Patients who do not feel capable of managing their own health or navigating the healthcare system are more likely to develop a new chronic disease over a 3-year period than patients with good health self-management skills, a new study in Health Services Research suggests. These patients who feel incapable are also more likely to be hospitalized and visit the emergency department (ED) for avoidable conditions than patients with good self-management skills.

Judith H. Hibbard, PhD, MPH, of the Health Policy Research Group at the University of Oregon, and colleagues concluded that understanding patients’ capability for self-management is a key part of understanding the risk of health declines and avoidable utilization.

The study explored whether considering a patient’s self-management skills and confidence, predicted by the Patient Activation Measure (PAM), might help healthcare delivery systems identify high-risk patients who could benefit from supportive interventions. The PAM, which was developed in 2004 by Hibbard and colleagues and is commercially available, assigns patients a score of 0 to 100, and groups them into 4 “activation levels,” with level 1 (low patient-activation) representing patients with the most limited self-management skills.

The study retrospectively examined 98,142 patients at Minnesota’s Fairview Health Services who had a PAM score recorded in the electronic health record in 2011 and then visited a primary care clinic at least once in 2012, 2013, and 2014. Researchers evaluated the potential of the PAM in determining future chronic disease burden and ambulatory care-sensitive hospitalizations or ED visits.

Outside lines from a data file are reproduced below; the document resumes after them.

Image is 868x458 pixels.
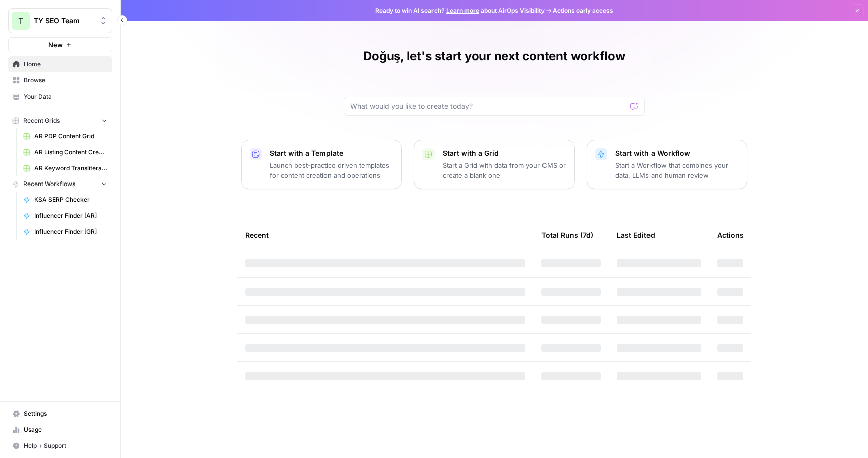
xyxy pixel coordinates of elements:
[8,8,112,33] button: Workspace: TY SEO Team
[8,56,112,72] a: Home
[241,140,402,189] button: Start with a TemplateLaunch best-practice driven templates for content creation and operations
[18,14,23,26] span: T
[24,442,108,451] span: Help + Support
[34,164,108,173] span: AR Keyword Transliteration Grid
[8,37,112,52] button: New
[24,60,108,69] span: Home
[8,438,112,454] button: Help + Support
[8,406,112,422] a: Settings
[8,176,112,191] button: Recent Workflows
[8,422,112,438] a: Usage
[34,211,108,220] span: Influencer Finder [AR]
[443,149,566,159] p: Start with a Grid
[350,101,627,111] input: What would you like to create today?
[270,161,393,181] p: Launch best-practice driven templates for content creation and operations
[24,76,108,85] span: Browse
[446,6,480,14] a: Learn more
[24,409,108,419] span: Settings
[19,208,112,224] a: Influencer Finder [AR]
[375,6,545,15] span: Ready to win AI search? about AirOps Visibility
[246,221,525,249] div: Recent
[615,161,739,181] p: Start a Workflow that combines your data, LLMs and human review
[8,113,112,129] button: Recent Grids
[8,72,112,89] a: Browse
[34,131,108,141] span: AR PDP Content Grid
[363,49,625,64] h1: Doğuş, let's start your next content workflow
[23,179,76,189] span: Recent Workflows
[615,149,739,159] p: Start with a Workflow
[443,161,566,181] p: Start a Grid with data from your CMS or create a blank one
[34,16,94,26] span: TY SEO Team
[49,40,63,50] span: New
[19,224,112,240] a: Influencer Finder [GR]
[34,148,108,157] span: AR Listing Content Creation Grid
[24,426,108,434] span: Usage
[19,161,112,176] a: AR Keyword Transliteration Grid
[587,140,747,189] button: Start with a WorkflowStart a Workflow that combines your data, LLMs and human review
[8,89,112,104] a: Your Data
[542,221,593,249] div: Total Runs (7d)
[19,144,112,161] a: AR Listing Content Creation Grid
[24,92,108,101] span: Your Data
[23,116,60,125] span: Recent Grids
[34,195,108,204] span: KSA SERP Checker
[19,191,112,208] a: KSA SERP Checker
[270,149,393,159] p: Start with a Template
[34,227,108,237] span: Influencer Finder [GR]
[717,221,745,249] div: Actions
[414,140,575,189] button: Start with a GridStart a Grid with data from your CMS or create a blank one
[552,6,613,15] span: Actions early access
[19,129,112,144] a: AR PDP Content Grid
[617,221,655,249] div: Last Edited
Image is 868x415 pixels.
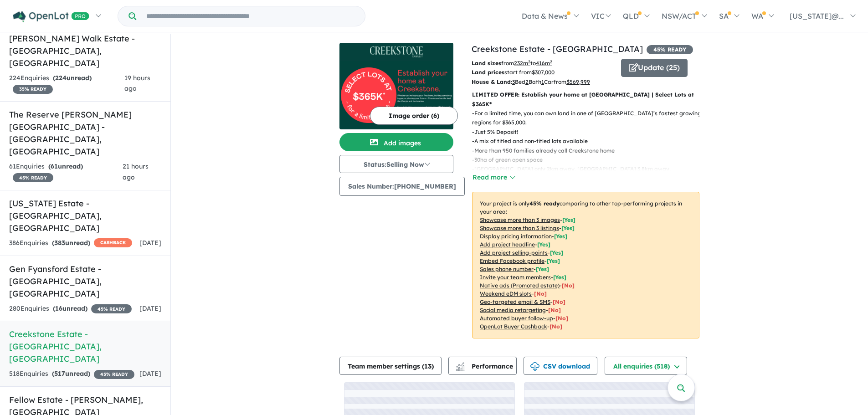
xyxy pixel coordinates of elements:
span: 35 % READY [12,85,53,94]
u: 1 [542,79,544,85]
b: 45 % ready [529,200,559,207]
span: 45 % READY [94,370,134,379]
span: [DATE] [140,239,161,247]
button: Add images [340,133,453,151]
button: Performance [449,357,517,375]
strong: ( unread) [52,369,90,378]
u: Add project selling-points [480,250,548,256]
span: [ Yes ] [554,233,567,240]
div: 518 Enquir ies [9,368,134,380]
u: Showcase more than 3 listings [480,225,559,232]
u: Embed Facebook profile [480,257,544,265]
p: start from [472,68,614,77]
u: Automated buyer follow-up [480,315,553,321]
u: Social media retargeting [480,306,546,313]
b: House & Land: [472,79,512,85]
p: - [GEOGRAPHIC_DATA] only 2km away, [GEOGRAPHIC_DATA] 3.8km away, [GEOGRAPHIC_DATA] 29km away [472,165,706,183]
span: 224 [55,73,66,82]
button: Read more [472,173,515,182]
u: OpenLot Buyer Cashback [480,323,547,330]
span: [US_STATE]@... [789,12,843,20]
strong: ( unread) [53,73,91,82]
span: 13 [424,362,431,371]
sup: 2 [549,59,552,65]
span: [ Yes ] [562,217,575,223]
img: Creekstone Estate - Tarneit Logo [343,47,449,58]
u: 3 [512,79,515,85]
a: Creekstone Estate - Tarneit LogoCreekstone Estate - Tarneit [340,42,453,129]
div: 224 Enquir ies [9,73,125,95]
span: [ Yes ] [553,273,566,281]
span: 61 [50,162,58,171]
p: - 30ha of green open space [472,156,706,165]
span: 45 % READY [646,45,693,54]
span: Performance [457,362,513,371]
u: $ 569,999 [566,79,590,85]
button: Status:Selling Now [340,155,453,173]
img: line-chart.svg [456,362,465,367]
div: 280 Enquir ies [9,304,132,314]
span: [ Yes ] [549,250,563,256]
span: [No] [562,282,574,288]
h5: Creekstone Estate - [GEOGRAPHIC_DATA] , [GEOGRAPHIC_DATA] [9,328,161,365]
span: 21 hours ago [122,162,149,181]
u: Geo-targeted email & SMS [480,298,550,305]
span: [No] [534,290,547,297]
div: 61 Enquir ies [9,161,122,183]
button: Image order (6) [370,106,457,125]
img: download icon [530,362,539,372]
h5: The Reserve [PERSON_NAME][GEOGRAPHIC_DATA] - [GEOGRAPHIC_DATA] , [GEOGRAPHIC_DATA] [9,109,161,158]
span: 19 hours ago [125,73,150,93]
u: Display pricing information [480,233,551,240]
u: Weekend eDM slots [480,290,532,297]
button: Team member settings (13) [340,357,442,375]
b: Land sizes [472,59,501,66]
u: 2 [526,79,528,85]
p: - For a limited time, you can own land in one of [GEOGRAPHIC_DATA]’s fastest growing regions for ... [472,109,706,127]
span: [No] [548,306,561,313]
strong: ( unread) [52,239,90,247]
input: Try estate name, suburb, builder or developer [138,6,363,26]
p: Your project is only comparing to other top-performing projects in your area: - - - - - - - - - -... [472,192,699,338]
u: Sales phone number [480,265,534,273]
img: Openlot PRO Logo White [13,11,89,22]
u: Add project headline [480,241,534,248]
button: Sales Number:[PHONE_NUMBER] [340,177,465,196]
span: [ Yes ] [535,265,549,273]
u: 232 m [514,59,530,66]
span: [DATE] [140,304,161,312]
u: $ 307,000 [532,69,554,75]
u: Invite your team members [480,273,550,281]
span: 383 [54,239,65,247]
span: [ Yes ] [537,241,550,248]
b: Land prices [472,69,504,75]
sup: 2 [528,59,530,65]
p: - More than 950 families already call Creekstone home [472,146,706,156]
span: [ Yes ] [561,225,574,232]
u: Native ads (Promoted estate) [480,282,559,288]
p: - Just 5% Deposit! [472,127,706,136]
span: [DATE] [140,369,161,378]
a: Creekstone Estate - [GEOGRAPHIC_DATA] [472,43,642,54]
h5: [US_STATE] Estate - [GEOGRAPHIC_DATA] , [GEOGRAPHIC_DATA] [9,197,161,234]
span: to [530,59,552,66]
span: 16 [55,304,63,312]
span: [No] [556,315,568,321]
span: 45 % READY [12,173,53,182]
p: Bed Bath Car from [472,78,614,87]
span: 517 [54,369,65,378]
strong: ( unread) [53,304,88,312]
u: 416 m [535,59,552,66]
strong: ( unread) [49,162,83,171]
h5: [PERSON_NAME] Walk Estate - [GEOGRAPHIC_DATA] , [GEOGRAPHIC_DATA] [9,33,161,69]
span: [No] [549,323,562,330]
span: [No] [552,298,565,305]
p: from [472,58,614,68]
div: 386 Enquir ies [9,238,132,249]
button: CSV download [523,357,597,375]
span: [ Yes ] [547,257,560,265]
p: - A mix of titled and non-titled lots available [472,136,706,146]
u: Showcase more than 3 images [480,217,560,223]
h5: Gen Fyansford Estate - [GEOGRAPHIC_DATA] , [GEOGRAPHIC_DATA] [9,263,161,300]
span: CASHBACK [94,238,132,248]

At baseline, poorer patient self-management (demonstrated by lower patient activation scores) was associated with a higher prevalence of chronic conditions, including depression and hypertension, more ED visits, and more hospital admissions related to those conditions. After controlling for demographic characteristics and baseline chronic conditions, the researchers found that patients at the lowest activation level at baseline were 25% more likely to develop a new chronic disease in the upcoming calendar year compared with patients at the highest activation level. Two years after baseline, the analysis showed a 31% difference between the lowest and highest activation groups; and 3 years after baseline, the difference was 21%. The study authors said that their findings suggest the enduring predictive value of PAM scores.

Patients with the lowest activation scores at baseline had a 62% greater likelihood of having an avoidable hospitalization compared with the most activated group 1 year later. Two years later the difference between the least and most activated groups was 40%, and 3 years later the difference was still 30%.

The authors said the big picture that their findings suggest is that a patient’s activation score (self-management skill level) helps predict future risk of developing a chronic disease and using costly and avoidable medical care. They believe it is possible to increase patients’ activation levels and help them become better at managing their health and healthcare.

“When working with patients with low activation levels, healthcare providers should recommend small steps to achieve behavioral changes,” and not overwhelm them with too much information or too many changes at once the authors wrote.

Healthcare delivery systems can stratify populations by patient activation scores and thus identify and help those patients with limited self-management skills to prevent poor outcomes and unnecessary costs.